In April 2007 and January this year, the salaries of top civil servants and ministers were revised upwards again "to keep pace with soaring private sector salaries". But, in the light of economic doldrums island wide, the Public Service Division apparently had to bite the bullet and announced that the 2009 salary revision for this group has now been deferred (not cancelled). The original game plan was that the already over paid top civil servants and ministers were supposed to get another pay rise in January next year. It was to be the third adjustment to bring public sector pay to 88 per cent of the private sector benchmark, a move announced in April 2007.
Ministers and top civil servants will now get a pay cut of up to 19 per cent next year. The Civil Service is also reducing the year-end bonus payment for this year.
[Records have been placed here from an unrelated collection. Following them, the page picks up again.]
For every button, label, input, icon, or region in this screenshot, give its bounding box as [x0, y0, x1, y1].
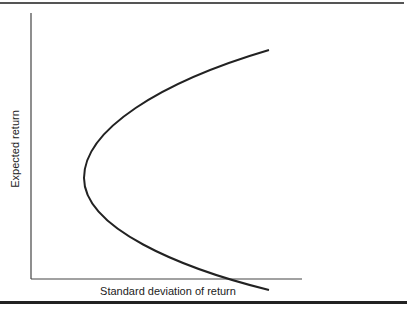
bottom-rule [0, 301, 407, 304]
frontier-chart [0, 0, 409, 316]
frontier-curve [84, 50, 269, 290]
y-axis-label: Expected return [9, 110, 21, 188]
x-axis-label: Standard deviation of return [0, 285, 336, 297]
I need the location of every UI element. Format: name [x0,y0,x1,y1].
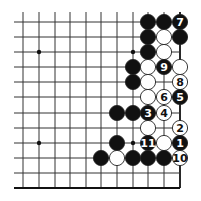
move-number-label: 3 [144,107,152,120]
black-stone [109,135,124,150]
white-stone-icon [156,29,171,44]
black-stone-icon [140,14,155,29]
black-stone [140,150,155,165]
white-stone [156,44,171,59]
black-stone-move-1: 1 [172,135,187,150]
black-stone [125,150,140,165]
move-number-label: 1 [176,137,184,150]
white-stone-icon [140,59,155,74]
move-number-label: 2 [176,122,184,135]
black-stone-move-7: 7 [172,14,187,29]
white-stone-move-10: 10 [172,150,188,165]
white-stone-move-8: 8 [172,74,187,89]
black-stone-icon [172,29,187,44]
white-stone-icon [109,150,124,165]
black-stone-move-3: 3 [140,105,155,120]
black-stone [125,59,140,74]
star-point-icon [131,50,135,54]
black-stone [125,105,140,120]
white-stone-move-2: 2 [172,120,187,135]
black-stone [109,105,124,120]
black-stone-icon [109,135,124,150]
star-point-icon [131,141,135,145]
white-stone [140,59,155,74]
white-stone [172,59,187,74]
star-point-icon [37,50,41,54]
move-number-label: 7 [176,16,184,29]
white-stone-icon [140,89,155,104]
black-stone-icon [140,29,155,44]
white-stone-move-6: 6 [156,89,171,104]
move-number-label: 4 [160,107,168,120]
white-stone [140,89,155,104]
black-stone-icon [125,59,140,74]
white-stone [140,120,155,135]
black-stone-icon [156,14,171,29]
black-stone [140,44,155,59]
white-stone [140,74,155,89]
go-board-diagram: 7986534211110 [0,0,201,201]
move-number-label: 6 [160,91,168,104]
black-stone [156,14,171,29]
black-stone-icon [93,150,108,165]
white-stone-icon [172,59,187,74]
black-stone [172,29,187,44]
black-stone [125,74,140,89]
black-stone [140,14,155,29]
black-stone-icon [125,150,140,165]
white-stone [109,150,124,165]
black-stone-icon [140,44,155,59]
move-number-label: 11 [140,137,155,150]
white-stone-icon [156,44,171,59]
black-stone [156,150,171,165]
white-stone-move-4: 4 [156,105,171,120]
move-number-label: 5 [176,91,184,104]
black-stone-icon [156,150,171,165]
move-number-label: 10 [172,152,188,165]
white-stone [156,29,171,44]
black-stone-move-11: 11 [140,135,155,150]
black-stone [140,29,155,44]
black-stone-icon [109,105,124,120]
black-stone-move-9: 9 [156,59,171,74]
black-stone-icon [125,105,140,120]
black-stone-icon [125,74,140,89]
move-number-label: 8 [176,76,184,89]
white-stone-icon [156,135,171,150]
white-stone-icon [140,120,155,135]
black-stone-icon [140,150,155,165]
white-stone [156,135,171,150]
black-stone-move-5: 5 [172,89,187,104]
white-stone-icon [140,74,155,89]
star-point-icon [37,141,41,145]
black-stone [93,150,108,165]
move-number-label: 9 [160,61,168,74]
The guiding benchmark, we are told, is set at two-thirds of the median pay of the top eight earners in each of the six sectors: multinational corporations, lawyers, bankers, accountants, local manufacturers and engineers. What piques one's curiosity is that, despite endemic bankruptcies, and wide scale retrenchments in private corporations, the government released data show that all indexed professions in the private sector, excepting accountants (probably the lot working for Lehman Brothers and the like), are earning 11 to 35 per cent more in 2008 than in 2007.
Commenting on the pay cut, Mr Teo Chee Hean, Minister in charge of the Civil Service, said: "Public sector salaries follow the market up and down. The mechanism we introduced last year to link a significant proportion of the salary of senior civil servants to the performance of the economy is working as intended. This mechanism allows salaries to respond more rapidly to market conditions." Maybe the minister has another set of figures for his speech.
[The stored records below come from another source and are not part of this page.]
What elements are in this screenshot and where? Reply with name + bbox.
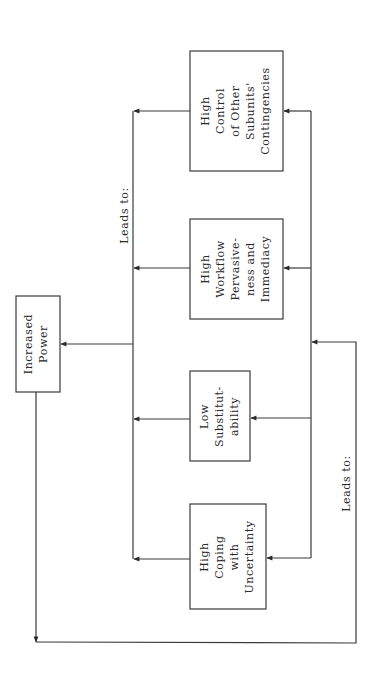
diagram-connectors bbox=[0, 0, 379, 695]
node-low-substitutability: Low Substitut- ability bbox=[197, 372, 244, 462]
node-text: High bbox=[197, 505, 212, 609]
node-text: High bbox=[198, 219, 213, 319]
node-text: High bbox=[198, 51, 213, 171]
node-text: ability bbox=[227, 372, 242, 462]
node-text: Subunits' bbox=[243, 51, 258, 171]
node-text: Substitut- bbox=[212, 372, 227, 462]
node-text: Contingencies bbox=[258, 51, 273, 171]
leads-to-label-bottom: Leads to: bbox=[339, 449, 354, 519]
edge-label: Leads to: bbox=[339, 449, 354, 519]
node-increased-power: Increased Power bbox=[21, 296, 55, 392]
node-text: Low bbox=[197, 372, 212, 462]
node-high-workflow: High Workflow Pervasive- ness and Immedi… bbox=[198, 219, 276, 319]
node-text: with bbox=[227, 505, 242, 609]
node-text: Pervasive- bbox=[228, 219, 243, 319]
node-text: Power bbox=[36, 296, 51, 392]
node-text: Coping bbox=[212, 505, 227, 609]
edge-label: Leads to: bbox=[117, 181, 132, 251]
node-text: Uncertainty bbox=[242, 505, 257, 609]
node-high-coping: High Coping with Uncertainty bbox=[197, 505, 259, 609]
node-high-control: High Control of Other Subunits' Continge… bbox=[198, 51, 276, 171]
node-text: Immediacy bbox=[258, 219, 273, 319]
node-text: of Other bbox=[228, 51, 243, 171]
node-text: ness and bbox=[243, 219, 258, 319]
node-text: Workflow bbox=[213, 219, 228, 319]
node-text: Increased bbox=[21, 296, 36, 392]
node-text: Control bbox=[213, 51, 228, 171]
leads-to-label-top: Leads to: bbox=[117, 181, 132, 251]
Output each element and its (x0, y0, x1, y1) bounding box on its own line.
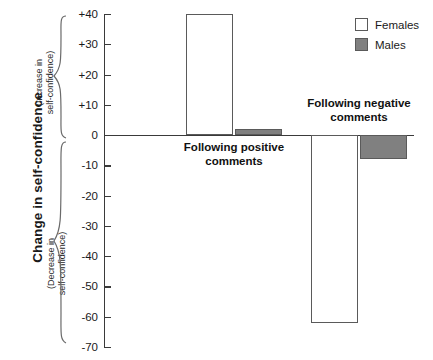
legend-label: Females (375, 19, 419, 31)
y-tick-mark (104, 75, 111, 76)
legend-swatch-females-icon (355, 18, 368, 31)
legend: FemalesMales (355, 18, 419, 58)
group-label-line1: Following positive (154, 141, 314, 155)
y-tick-mark (104, 14, 111, 15)
group-label-line2: comments (279, 111, 433, 125)
y-tick-mark (104, 317, 111, 318)
y-tick-label: -60 (81, 311, 98, 323)
bar-males-group2 (360, 135, 407, 159)
legend-item-females: Females (355, 18, 419, 31)
negative-region-brace (52, 140, 68, 345)
group-label-1: Following positivecomments (154, 141, 314, 168)
y-tick-label: +10 (78, 99, 98, 111)
y-axis-line (104, 14, 105, 347)
y-tick-label: -70 (81, 341, 98, 353)
group-label-line1: Following negative (279, 97, 433, 111)
y-tick-label: -30 (81, 220, 98, 232)
positive-region-brace (52, 14, 68, 140)
y-tick-label: +40 (78, 8, 98, 20)
legend-swatch-males-icon (355, 38, 368, 51)
group-label-2: Following negativecomments (279, 97, 433, 124)
y-tick-mark (104, 226, 111, 227)
y-tick-label: -40 (81, 250, 98, 262)
y-tick-mark (104, 196, 111, 197)
legend-item-males: Males (355, 38, 419, 51)
y-tick-label: +30 (78, 38, 98, 50)
bar-females-group2 (311, 135, 358, 323)
y-tick-mark (104, 44, 111, 45)
y-tick-label: -10 (81, 159, 98, 171)
bar-females-group1 (186, 14, 233, 135)
y-tick-label: -50 (81, 280, 98, 292)
y-tick-label: -20 (81, 190, 98, 202)
y-tick-mark (104, 165, 111, 166)
chart-container: Change in self-confidence (Increase in s… (0, 0, 433, 360)
y-tick-mark (104, 105, 111, 106)
y-tick-label: 0 (92, 129, 98, 141)
legend-label: Males (375, 39, 406, 51)
y-tick-mark (104, 286, 111, 287)
increase-note-line1: (Increase in (34, 59, 44, 106)
group-label-line2: comments (154, 155, 314, 169)
bar-males-group1 (235, 129, 282, 135)
y-tick-label: +20 (78, 69, 98, 81)
y-tick-mark (104, 256, 111, 257)
plot-area: +40+30+20+100-10-20-30-40-50-60-70 Follo… (104, 14, 414, 347)
y-tick-mark (104, 347, 111, 348)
The facts on hand seem to suggest that the formula used to calculate the ministrial paycheck is not as straight forward as claimed. Like the formula used to calculate the tariff rate for electricity, the mathematics involved will probably take several man-years to explain.
The Public Service Division also took pains to highlight that the Prime Minister has and will continue to donate all increases in his own salary after the April 2007 revisions, to good causes for five years. Note "good causes" and not "charitable organisations."